## Source material
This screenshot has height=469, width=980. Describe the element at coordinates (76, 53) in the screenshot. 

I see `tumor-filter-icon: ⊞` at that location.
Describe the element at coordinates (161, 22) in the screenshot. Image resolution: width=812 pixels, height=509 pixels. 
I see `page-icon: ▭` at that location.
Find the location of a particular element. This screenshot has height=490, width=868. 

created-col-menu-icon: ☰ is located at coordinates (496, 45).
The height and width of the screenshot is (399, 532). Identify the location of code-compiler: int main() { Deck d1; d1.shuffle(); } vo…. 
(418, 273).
--
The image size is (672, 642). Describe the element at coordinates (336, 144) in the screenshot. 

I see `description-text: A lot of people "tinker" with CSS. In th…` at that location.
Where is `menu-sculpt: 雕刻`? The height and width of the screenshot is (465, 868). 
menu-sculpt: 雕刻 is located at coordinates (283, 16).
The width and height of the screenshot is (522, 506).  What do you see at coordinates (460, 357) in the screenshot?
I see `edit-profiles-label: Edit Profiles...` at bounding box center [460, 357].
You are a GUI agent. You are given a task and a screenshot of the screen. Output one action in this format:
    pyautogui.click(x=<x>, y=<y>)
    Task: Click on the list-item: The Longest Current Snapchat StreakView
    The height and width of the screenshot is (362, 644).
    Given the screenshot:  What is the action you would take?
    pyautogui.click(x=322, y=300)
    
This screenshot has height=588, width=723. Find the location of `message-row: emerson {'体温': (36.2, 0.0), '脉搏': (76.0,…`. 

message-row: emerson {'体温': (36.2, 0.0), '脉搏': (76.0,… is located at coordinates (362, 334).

## Instructions to follow
Begin at the line that has "You are a GUI" in the entries above; stop after the line that has "Task: Click on". Transcribe exactly those lines and no others.

## Response area
You are a GUI agent. You are given a task and a screenshot of the screen. Output one action in this format:
    pyautogui.click(x=<x>, y=<y>)
    Task: Click on the list-item: The Longest Current Snapchat StreakView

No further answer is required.